• manole_i (2/12/2016)


    You are right, the index is not covered and it does a nested loop join with a key lookup.

    With forceseek I got this:

    Scan count 1, logical reads 6046852, physical reads 0, read-ahead reads 570, lob logical reads 0, lob physical reads 0, lob read-ahead reads 0.

    without:

    Scan count 1, logical reads 2319106, physical reads 694, read-ahead reads 2315361, lob logical reads 0, lob physical reads 0, lob read-ahead reads 0.

    THere are twi interesting things I see in those results.

    First - the number of logical reads for the query with forceseek is 2.5 times the number of logical reads for the unhinted query. So I understand why the optimizer makes its choice: if the estimated rowcounts are correct, then the QO expected those IO amounts. Also, because the scan is sequential read-ahead optimization can be used (and is used, as shown in the results).

    Second - the forceseek plan does logical IO only and the unhinted plan does a lot of physical IO. This is not taken into account for the plan choice (because the QO does not know what is and what isn't in the buffer pool, and because this could be different when the plan is later reused), but it could be an explanation of why the cheaper plan ended up taking more time than the more expensive plan.

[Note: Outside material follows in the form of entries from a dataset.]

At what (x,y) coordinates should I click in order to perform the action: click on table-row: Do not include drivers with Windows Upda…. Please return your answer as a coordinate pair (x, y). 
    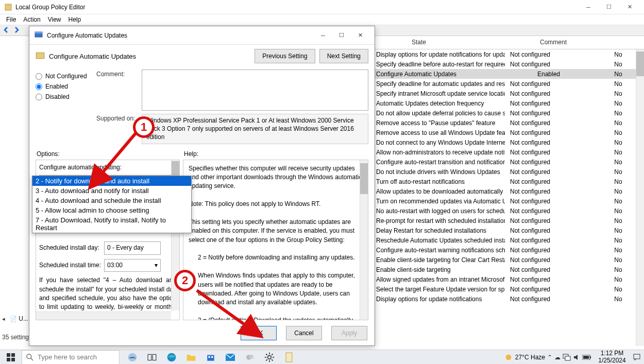
    Looking at the image, I should click on (510, 172).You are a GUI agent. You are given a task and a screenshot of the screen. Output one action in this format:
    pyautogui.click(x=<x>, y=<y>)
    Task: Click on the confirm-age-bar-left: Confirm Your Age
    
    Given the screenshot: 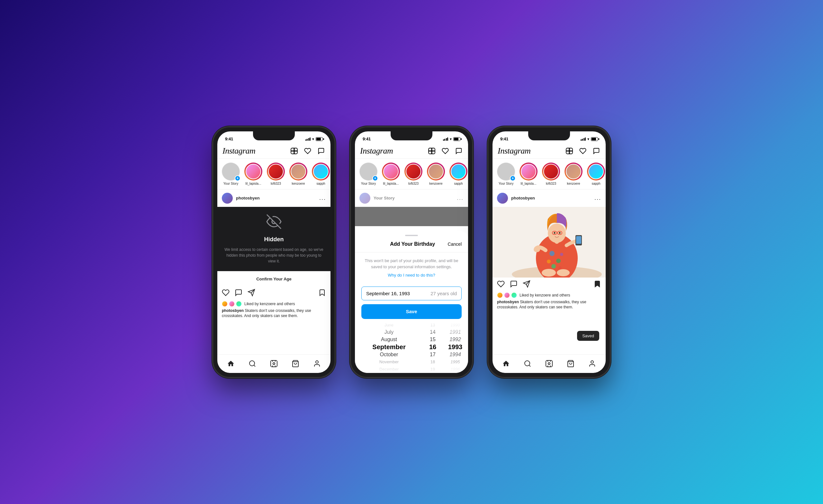 What is the action you would take?
    pyautogui.click(x=274, y=278)
    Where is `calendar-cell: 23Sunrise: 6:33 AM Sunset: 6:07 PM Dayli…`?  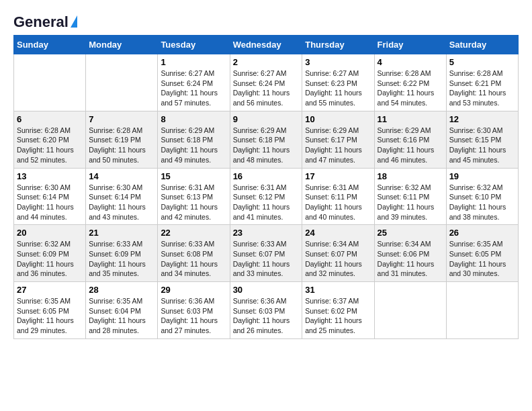
calendar-cell: 23Sunrise: 6:33 AM Sunset: 6:07 PM Dayli… is located at coordinates (266, 254). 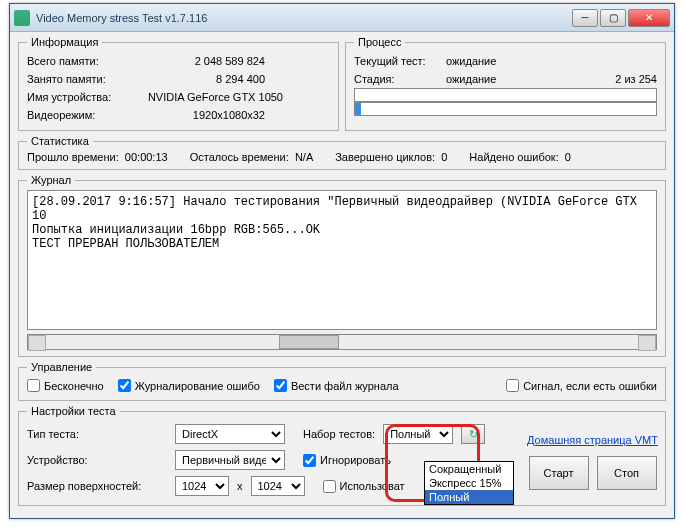 I want to click on type-select: DirectX, so click(x=230, y=434).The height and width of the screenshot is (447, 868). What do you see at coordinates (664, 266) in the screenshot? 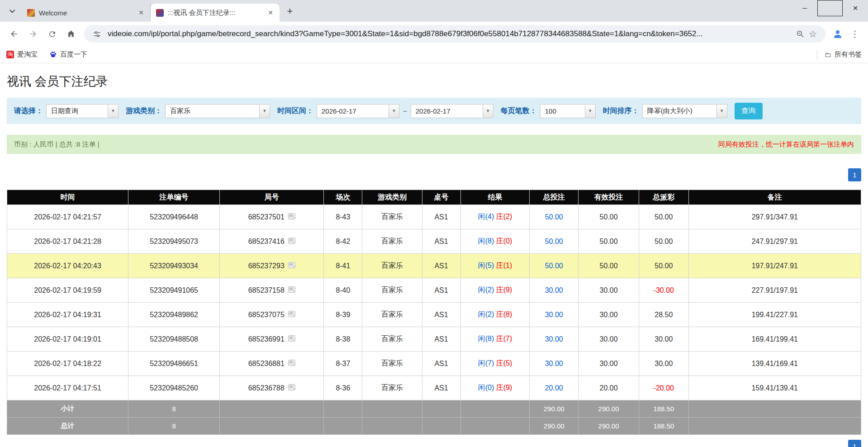
I see `cell-payout: 50.00` at bounding box center [664, 266].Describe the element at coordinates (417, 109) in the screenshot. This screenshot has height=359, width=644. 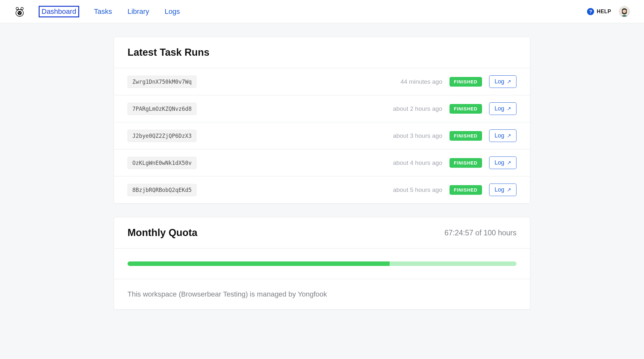
I see `task-run-time: about 2 hours ago` at that location.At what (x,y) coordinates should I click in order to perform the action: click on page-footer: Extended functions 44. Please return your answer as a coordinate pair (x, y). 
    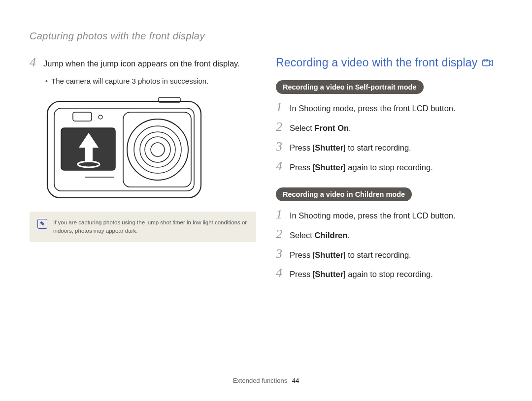
    Looking at the image, I should click on (266, 381).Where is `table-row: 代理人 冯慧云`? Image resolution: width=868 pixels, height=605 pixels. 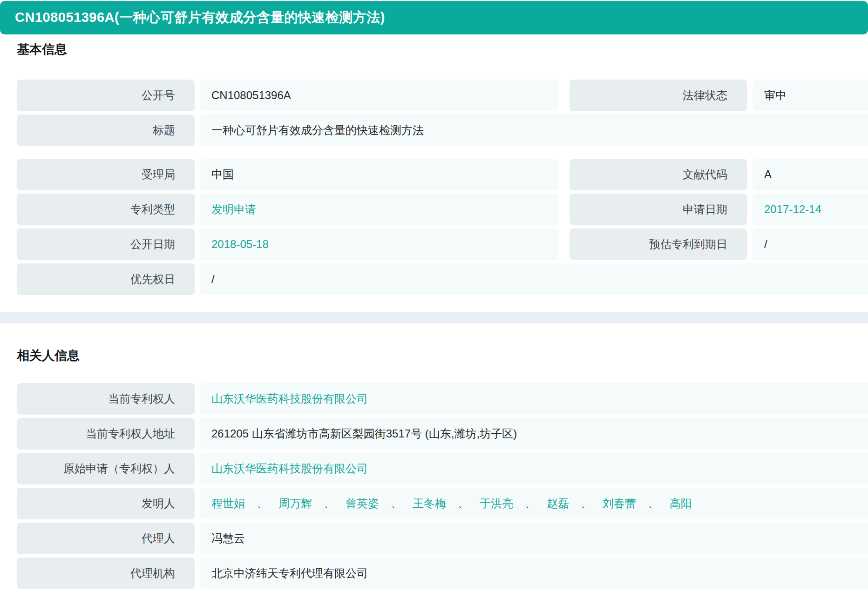 table-row: 代理人 冯慧云 is located at coordinates (442, 538).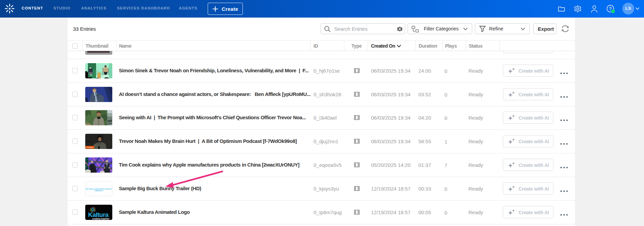 The height and width of the screenshot is (226, 644). What do you see at coordinates (90, 147) in the screenshot?
I see `svg-text: Coming up.` at bounding box center [90, 147].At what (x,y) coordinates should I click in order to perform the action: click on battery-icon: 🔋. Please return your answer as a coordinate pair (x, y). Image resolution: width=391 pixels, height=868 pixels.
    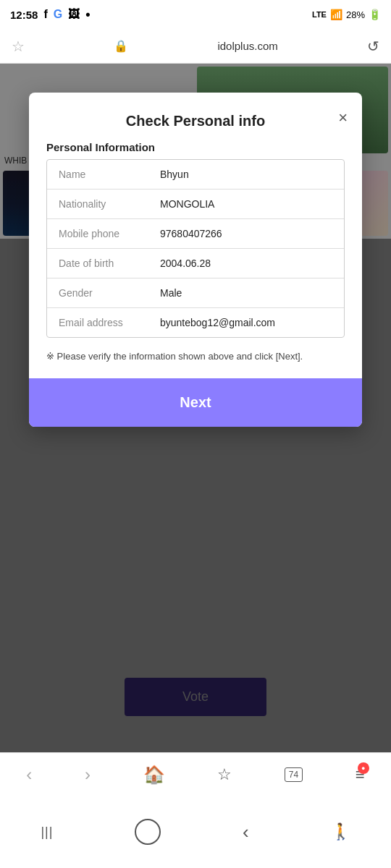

    If you want to dig deeper into this, then you will have to look at what other activities in your workload cause this difference. What surprises me most is that there are no phyiscal reads at all for the forceseek plan - an obvious explanation would be when the nonclustered index is in the buffer pool and the clustered index is not, but then the lookups would incur physical reads. Now it looks as if exactly those pages it needs from the clustered index are in the buffer pool, but the rest of the clustered index is not in the buffer pool.

    Did you perhaps run the forceseek query once without measuring, then run it again with the measurement and then run the unhinted version?

    For a fair comparison, always either forcefully flush the buffer pool before running each query (by using DBCC DROPCLEANBUFFERS - but do not do that on a production server!!), or ensure that each query can employ the buffer pool fully (by doing two executions of the same query in a row and measuring only the second),

    Oh, of course - if there is something going on as a regular process in your workload that causes these weird differences in buffer pool usage, then you may end up deciding that you prefer the more expensive query. But for now, I assume that the way you ran your tests has influenced the results.